Port Augusta is a small city in South Australia, a former seaport on the Spencer Gulf.
North of the city, the gulf narrows to a tidal estuary – surrounded by land that is too dry for growing crops.
This is the site where I propose to build a seawater pumped hydro scheme to serve all the electricity storage energy transition needs of South Australia’s grid, very well served by solar and wind power.
The upper reservoir is based on a 150GWh site found by the Global Pumped Hydro Atlas but I am proposing to build the dam slightly further south, as shown here, so as to increase the energy storage capacity of the scheme to 200GWh.
I am proposing to dispense with the GPH Atlas’s suggestion of the lower reservoir to pair with the upper and instead to use the sea as the lower reservoir, supplying the pumps & turbines via a power canal and the tidal estuary, suitably dredged etc. to allow for the required water flow rate which depends on the scheme’s designed maximum power.
The water flow can be estimated by noting that generating 1GW it would take 150 hours to drain the GPHA’s 150GWh reservoir whose volume is 224.4 GL, so 1GW requires a flow rate of about 224.4/150 = 1.5 GL/hour = 417m3/s or 54% of the discharge rate of the River Murray, Australia’s longest.
Considering that South Australia’s peak demand has reached 3.4GW
and that ideally, a grid-scale energy storage facility should be able to supply such a peak demand, what might this scheme’s limits to and constraints on water flow rates be and what can be done to mitigate them?
The Yorkey Crossing bridges severely limit the water flow rates under them and so they’d have to be altered or simply replaced with new bridges designed to allow the required water flow and, while we are at it, passage for dredging barges too.
I’ve emailed the Government of South Australia, Port Augusta City Council, ElectraNet, who own and operate the electricity transmission network there and a couple of companies involved with the Port Augusta Renewable Energy Park – DP Energy & Iberdrola – to see if the relevant people in South Australia might be interested in developing this concept further.
This scheme could provide all the grid-scale energy storage that South Australia will need for the foreseeable future.
Farm-scale production of green hydrogen by electrolysis is likely for other purposes but it is unlikely that hydrogen would be used for backup power if the grid has this pumped hydro scheme. The round-trip efficiency of power-to-hydrogen-to-power is lower than pumped hydro. But all my blog readers knew that already, right?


| TASK DIRECTIONS |
Count every line in the data below where the word "leader" appears, then state only that count.

(Figure content listings)
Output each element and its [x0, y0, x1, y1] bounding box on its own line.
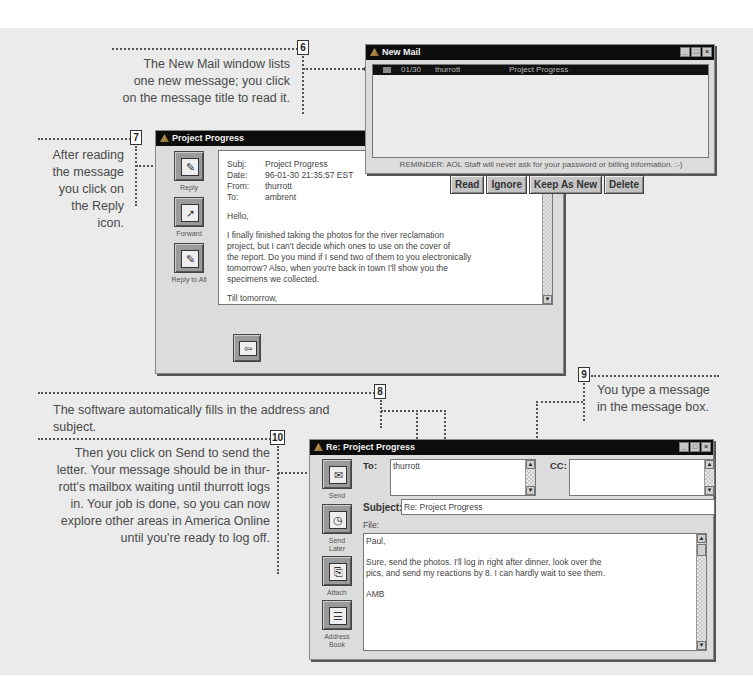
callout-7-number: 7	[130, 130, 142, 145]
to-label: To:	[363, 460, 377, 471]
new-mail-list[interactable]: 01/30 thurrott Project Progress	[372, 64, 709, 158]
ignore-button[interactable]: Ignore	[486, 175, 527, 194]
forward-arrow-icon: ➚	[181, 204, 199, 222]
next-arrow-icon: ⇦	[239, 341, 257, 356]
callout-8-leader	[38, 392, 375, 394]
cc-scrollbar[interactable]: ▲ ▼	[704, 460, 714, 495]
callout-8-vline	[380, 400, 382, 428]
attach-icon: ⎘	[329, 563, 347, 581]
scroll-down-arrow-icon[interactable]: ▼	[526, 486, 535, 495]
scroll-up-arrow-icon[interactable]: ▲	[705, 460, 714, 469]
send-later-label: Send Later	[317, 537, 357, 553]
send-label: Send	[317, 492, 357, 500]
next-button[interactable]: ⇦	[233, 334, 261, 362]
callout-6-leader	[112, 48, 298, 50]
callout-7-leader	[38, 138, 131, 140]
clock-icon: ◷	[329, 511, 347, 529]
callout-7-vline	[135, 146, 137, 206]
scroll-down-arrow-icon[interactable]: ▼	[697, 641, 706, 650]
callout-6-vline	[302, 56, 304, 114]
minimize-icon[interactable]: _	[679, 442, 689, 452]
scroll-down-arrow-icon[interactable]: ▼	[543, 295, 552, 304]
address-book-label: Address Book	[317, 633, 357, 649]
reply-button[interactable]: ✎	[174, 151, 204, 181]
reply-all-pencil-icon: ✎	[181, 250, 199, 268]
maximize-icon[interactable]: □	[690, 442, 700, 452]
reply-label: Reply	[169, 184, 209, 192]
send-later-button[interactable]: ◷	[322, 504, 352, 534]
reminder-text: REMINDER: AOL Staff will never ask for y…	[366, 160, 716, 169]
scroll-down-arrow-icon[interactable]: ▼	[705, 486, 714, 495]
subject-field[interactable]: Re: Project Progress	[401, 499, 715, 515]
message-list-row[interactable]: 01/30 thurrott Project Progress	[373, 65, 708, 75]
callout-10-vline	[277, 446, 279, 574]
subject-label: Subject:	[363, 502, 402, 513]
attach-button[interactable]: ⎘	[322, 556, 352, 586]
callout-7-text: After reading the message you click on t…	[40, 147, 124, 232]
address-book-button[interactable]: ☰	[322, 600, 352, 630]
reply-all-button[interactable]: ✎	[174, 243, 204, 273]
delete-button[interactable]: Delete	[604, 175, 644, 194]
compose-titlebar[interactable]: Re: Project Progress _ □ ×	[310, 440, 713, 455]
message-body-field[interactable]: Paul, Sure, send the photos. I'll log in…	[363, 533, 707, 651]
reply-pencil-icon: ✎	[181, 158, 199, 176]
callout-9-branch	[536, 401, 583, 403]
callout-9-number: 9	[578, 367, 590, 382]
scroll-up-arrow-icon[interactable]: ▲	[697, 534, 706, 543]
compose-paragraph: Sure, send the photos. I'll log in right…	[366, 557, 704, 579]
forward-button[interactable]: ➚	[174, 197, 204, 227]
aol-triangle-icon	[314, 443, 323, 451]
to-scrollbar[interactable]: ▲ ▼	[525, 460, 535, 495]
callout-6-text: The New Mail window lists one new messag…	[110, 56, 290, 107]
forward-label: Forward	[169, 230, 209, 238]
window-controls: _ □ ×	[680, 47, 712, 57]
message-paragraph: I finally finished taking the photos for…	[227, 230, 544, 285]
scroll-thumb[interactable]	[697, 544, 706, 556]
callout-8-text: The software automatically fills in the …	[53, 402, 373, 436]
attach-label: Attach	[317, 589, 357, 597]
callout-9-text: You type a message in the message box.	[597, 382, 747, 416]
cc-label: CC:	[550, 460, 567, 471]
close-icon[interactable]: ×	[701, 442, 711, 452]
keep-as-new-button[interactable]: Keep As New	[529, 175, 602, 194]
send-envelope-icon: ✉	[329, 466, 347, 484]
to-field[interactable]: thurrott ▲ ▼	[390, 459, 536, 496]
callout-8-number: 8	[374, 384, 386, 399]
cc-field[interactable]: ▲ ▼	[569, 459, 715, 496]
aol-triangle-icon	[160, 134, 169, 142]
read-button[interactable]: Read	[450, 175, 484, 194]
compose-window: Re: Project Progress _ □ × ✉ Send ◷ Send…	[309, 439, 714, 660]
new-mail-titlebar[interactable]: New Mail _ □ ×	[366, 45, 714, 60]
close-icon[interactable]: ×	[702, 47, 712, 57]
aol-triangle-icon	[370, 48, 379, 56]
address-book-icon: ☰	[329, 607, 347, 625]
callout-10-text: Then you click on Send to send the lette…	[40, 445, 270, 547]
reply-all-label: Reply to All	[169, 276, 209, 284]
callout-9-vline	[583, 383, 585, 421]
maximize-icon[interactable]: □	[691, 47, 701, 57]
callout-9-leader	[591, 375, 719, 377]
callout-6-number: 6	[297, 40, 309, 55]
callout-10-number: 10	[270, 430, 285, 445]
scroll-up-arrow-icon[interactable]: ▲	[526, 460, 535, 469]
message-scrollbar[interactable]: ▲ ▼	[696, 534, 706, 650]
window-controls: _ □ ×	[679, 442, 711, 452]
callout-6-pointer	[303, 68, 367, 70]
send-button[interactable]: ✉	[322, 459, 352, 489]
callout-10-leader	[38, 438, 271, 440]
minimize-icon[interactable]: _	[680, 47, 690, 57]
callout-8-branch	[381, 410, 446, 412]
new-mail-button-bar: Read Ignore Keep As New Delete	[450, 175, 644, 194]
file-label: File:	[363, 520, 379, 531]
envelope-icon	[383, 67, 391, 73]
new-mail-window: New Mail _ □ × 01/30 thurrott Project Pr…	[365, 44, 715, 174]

| RESPONSE TO THE TASK |
5